After guards at the Marcy Correctional Facility in central New York beat a handcuffed prisoner to death late last year, Gov. Kathy Hochul promised immediate reforms to turn the troubled prison around.

One of her first directives was to install a new leader, Bennie Thorpe, who had recently run another correctional facility and had experience with security operations and rehabilitation programs. Mr. Thorpe, she said, had “expertise and a fresh perspective on what must be done.”

He also had a record of being accused of rape and sexual assault by inmates at one of his former workplaces, records and interviews show.

In lawsuits filed in 2023, two women who had been incarcerated at the Bedford Hills Correctional Facility in Westchester County accused Mr. Thorpe of sexual abuse when he was a captain there.

One said he summoned her to an office, groped her breasts and raped her in December 2018.

Another said he raped her three times in the spring of 2019 in a room near the prison’s medical unit.

Neither of the allegations has been previously reported. Both lawsuits are still pending in the New York State Court of Claims.

Mr. Thorpe did not respond to multiple requests for comment.

A spokesman for the New York State Department of Correction and Community Supervision said that internal investigators reviewed the allegations against Mr. Thorpe in 2018 and 2019 and determined them to be “unsubstantiated.” The spokesman, Thomas Mailey, declined to comment on the lawsuits but said that the department had confidence in the investigators’ findings.

A representative of Ms. Hochul’s office directed questions about Mr. Thorpe’s appointment to the Corrections Department.

It was not clear how Ms. Hochul, a Democrat, had identified Mr. Thorpe for the role or whether the Corrections Department had informed her of the allegations against him. The representative declined to say whether the governor was aware of the pending lawsuits against Mr. Thorpe when she directed that he run Marcy Correctional Facility.

Jennifer Scaife, the executive director of the Correctional Association of New York, a prison oversight agency, said Mr. Thorpe’s promotion was emblematic of larger concerns with the prison system.

“These kinds of abuses of incarcerated people are so pervasive and normalized,” she said, “that someone accused of abuse just six years ago could be elevated to a superintendent position.”

The first woman to accuse Mr. Thorpe, Michelle Spirles, was convicted of manslaughter in Monroe County in 2011 for stabbing her abuser and sentenced to 25 years.

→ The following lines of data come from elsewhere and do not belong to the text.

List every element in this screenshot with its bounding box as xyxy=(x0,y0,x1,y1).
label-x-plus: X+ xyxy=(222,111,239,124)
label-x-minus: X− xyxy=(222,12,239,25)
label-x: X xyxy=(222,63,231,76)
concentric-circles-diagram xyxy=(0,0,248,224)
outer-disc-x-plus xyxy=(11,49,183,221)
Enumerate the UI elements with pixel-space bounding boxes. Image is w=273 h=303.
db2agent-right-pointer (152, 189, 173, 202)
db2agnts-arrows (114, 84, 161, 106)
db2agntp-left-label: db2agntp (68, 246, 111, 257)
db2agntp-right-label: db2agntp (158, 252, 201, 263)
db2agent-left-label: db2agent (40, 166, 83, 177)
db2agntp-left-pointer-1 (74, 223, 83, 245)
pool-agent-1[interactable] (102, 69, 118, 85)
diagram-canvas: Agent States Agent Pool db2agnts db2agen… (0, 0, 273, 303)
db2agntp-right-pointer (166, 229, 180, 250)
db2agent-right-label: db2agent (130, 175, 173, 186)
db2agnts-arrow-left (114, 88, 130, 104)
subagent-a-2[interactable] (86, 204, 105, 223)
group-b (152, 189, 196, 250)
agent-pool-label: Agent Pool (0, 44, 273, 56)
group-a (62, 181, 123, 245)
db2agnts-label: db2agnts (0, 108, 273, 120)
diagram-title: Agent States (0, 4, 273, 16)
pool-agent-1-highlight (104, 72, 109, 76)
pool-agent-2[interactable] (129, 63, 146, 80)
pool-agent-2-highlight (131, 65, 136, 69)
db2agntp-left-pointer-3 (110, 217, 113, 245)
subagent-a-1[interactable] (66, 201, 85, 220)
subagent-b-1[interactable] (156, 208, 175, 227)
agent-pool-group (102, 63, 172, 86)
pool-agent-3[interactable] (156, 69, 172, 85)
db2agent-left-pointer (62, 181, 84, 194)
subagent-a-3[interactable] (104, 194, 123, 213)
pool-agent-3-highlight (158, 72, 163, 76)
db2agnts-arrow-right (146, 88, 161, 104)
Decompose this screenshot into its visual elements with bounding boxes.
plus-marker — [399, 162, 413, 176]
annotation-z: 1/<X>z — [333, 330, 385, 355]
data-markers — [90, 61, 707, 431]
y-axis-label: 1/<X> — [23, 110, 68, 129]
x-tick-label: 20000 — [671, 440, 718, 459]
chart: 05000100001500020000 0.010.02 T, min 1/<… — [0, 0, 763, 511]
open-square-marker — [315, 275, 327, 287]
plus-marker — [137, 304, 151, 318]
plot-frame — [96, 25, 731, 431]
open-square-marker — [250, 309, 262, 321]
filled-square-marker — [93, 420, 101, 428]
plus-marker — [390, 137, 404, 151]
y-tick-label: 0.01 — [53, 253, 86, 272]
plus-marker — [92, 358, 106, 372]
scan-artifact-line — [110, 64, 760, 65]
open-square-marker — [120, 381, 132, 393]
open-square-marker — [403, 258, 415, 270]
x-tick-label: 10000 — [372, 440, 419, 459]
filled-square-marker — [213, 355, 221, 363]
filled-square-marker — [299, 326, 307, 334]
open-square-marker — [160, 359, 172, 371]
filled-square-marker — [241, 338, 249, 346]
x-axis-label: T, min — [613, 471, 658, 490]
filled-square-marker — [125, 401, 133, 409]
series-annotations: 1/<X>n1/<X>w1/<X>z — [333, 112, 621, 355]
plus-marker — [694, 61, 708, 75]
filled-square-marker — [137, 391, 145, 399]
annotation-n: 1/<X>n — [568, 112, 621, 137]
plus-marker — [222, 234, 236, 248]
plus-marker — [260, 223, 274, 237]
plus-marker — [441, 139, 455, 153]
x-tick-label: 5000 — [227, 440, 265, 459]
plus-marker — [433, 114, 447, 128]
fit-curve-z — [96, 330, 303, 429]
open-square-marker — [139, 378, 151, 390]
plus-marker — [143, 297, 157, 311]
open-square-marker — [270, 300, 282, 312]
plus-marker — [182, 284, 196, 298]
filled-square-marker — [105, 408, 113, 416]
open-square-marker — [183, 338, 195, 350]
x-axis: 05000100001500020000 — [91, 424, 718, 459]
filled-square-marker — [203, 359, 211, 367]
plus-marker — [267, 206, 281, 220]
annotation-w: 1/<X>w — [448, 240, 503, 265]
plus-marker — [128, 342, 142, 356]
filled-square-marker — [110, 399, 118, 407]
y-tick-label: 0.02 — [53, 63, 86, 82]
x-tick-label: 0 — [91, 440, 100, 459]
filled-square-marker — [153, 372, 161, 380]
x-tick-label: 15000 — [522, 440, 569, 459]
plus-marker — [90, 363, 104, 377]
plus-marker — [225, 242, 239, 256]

She was sent to Bedford Hills, a state prison for women, and eventually made her way to an honor dorm, which afforded inmates fewer restrictions and more privileges than other areas.

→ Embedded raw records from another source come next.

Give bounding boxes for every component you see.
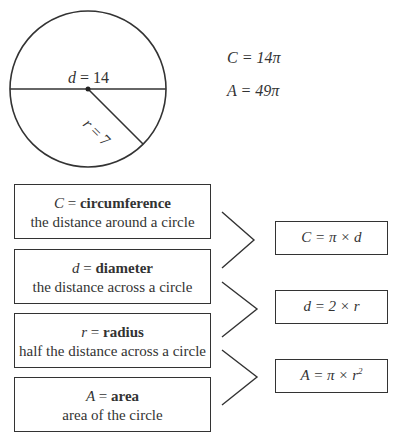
diameter-eq: = [76, 69, 93, 86]
center-point [86, 87, 91, 92]
formula-text: d = 2 × r [303, 298, 359, 314]
chevron-1 [222, 212, 254, 268]
chevron-3 [222, 350, 257, 405]
def-term: radius [103, 324, 144, 340]
diameter-label: d = 14 [68, 69, 109, 87]
def-eq: = [80, 260, 96, 276]
diameter-value: 14 [93, 69, 109, 86]
def-eq: = [87, 324, 103, 340]
definition-box-area: A = area area of the circle [14, 377, 211, 432]
formula-box-diameter: d = 2 × r [275, 290, 388, 324]
def-term: area [111, 388, 139, 404]
definition-box-diameter: d = diameter the distance across a circl… [14, 249, 211, 304]
formula-box-circumference: C = π × d [275, 221, 388, 255]
area-result: A = 49π [227, 82, 279, 100]
formula-exponent: 2 [358, 366, 363, 376]
def-desc: area of the circle [15, 405, 210, 425]
definition-box-radius: r = radius half the distance across a ci… [14, 313, 211, 368]
circumference-result: C = 14π [227, 49, 280, 67]
def-eq: = [64, 195, 80, 211]
formula-text: C = π × d [301, 229, 361, 245]
def-desc: half the distance across a circle [15, 341, 210, 361]
def-var: d [72, 260, 80, 276]
formula-box-area: A = π × r2 [275, 359, 388, 393]
def-desc: the distance around a circle [15, 212, 210, 232]
def-term: circumference [80, 195, 171, 211]
def-term: diameter [95, 260, 152, 276]
def-desc: the distance across a circle [15, 277, 210, 297]
chevron-2 [222, 282, 257, 337]
formula-text: A = π × r [301, 367, 359, 383]
def-eq: = [95, 388, 111, 404]
diameter-var: d [68, 69, 76, 86]
definition-box-circumference: C = circumference the distance around a … [14, 184, 211, 239]
def-var: A [86, 388, 95, 404]
def-var: C [54, 195, 64, 211]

One evening in mid-December 2018, Ms. Spirles was awaiting a security check in her cell when an officer told her to report to another building, her lawsuit said.

It was an unusual order because the other building housed counselors’ offices and disciplinary rooms. Most of its staff members had left for the day, she said.

When she walked in, a far-off voice directed her to move down the hall, where she saw Mr. Thorpe, then a captain, standing with his penis exposed, she said. He fondled her breasts and vagina and raped her, her lawsuit said.

She reported the assault to prison internal investigators, an inmate grievance officer and the Westchester County district attorney’s office, her lawyers said. Afterward, she was locked in her cell for long periods, issued bogus misbehavior reports and slammed into doors as retaliation, she said.

Her lawsuit accuses the state of failing to protect her. It also says that the state failed to “discipline, remove, suspend, terminate or transfer” Mr. Thorpe after the assault.

After serving 12 years, Ms. Spirles won early release under a law that allows leniency for people whose convictions were related to domestic abuse. But since the alleged sexual assault, she has struggled.

“It changed my whole life,” Ms. Spirles said in an interview, squeezing a stress ball as she spoke. “I don’t know when I will ever be the same. I am trying not to let it destroy me.”

Months after the assault that Ms. Spirles said occurred, another woman, Sedetrice Wright, was also sexually assaulted by Mr. Thorpe, Ms. Wright said in her own lawsuit. Ms. Wright had just entered the prison system on a five-year sentence for assault.

In the lawsuit, she said that Mr. Thorpe assaulted her three times in March and April 2019, raping her and forcing her to perform oral sex.

“This is a public safety issue,” said Ms. Wright’s lawyer, Anna Kull of the firm Levy Konigsberg, “and the state has not taken any proactive or corrective steps.”

Both lawsuits were filed under a law that provides a one-year window for bringing claims over assaults that occurred years earlier.

A lawyer for Ms. Spirles questioned whether the state realized whom it had promoted to run the Marcy Correctional Facility after the beating death of the inmate, Robert Brooks.

“Where are the reforms?” asked the lawyer, Adam Slater of the firm Slater Slater Schulman. “Where are the hearings? Where are the investigations?”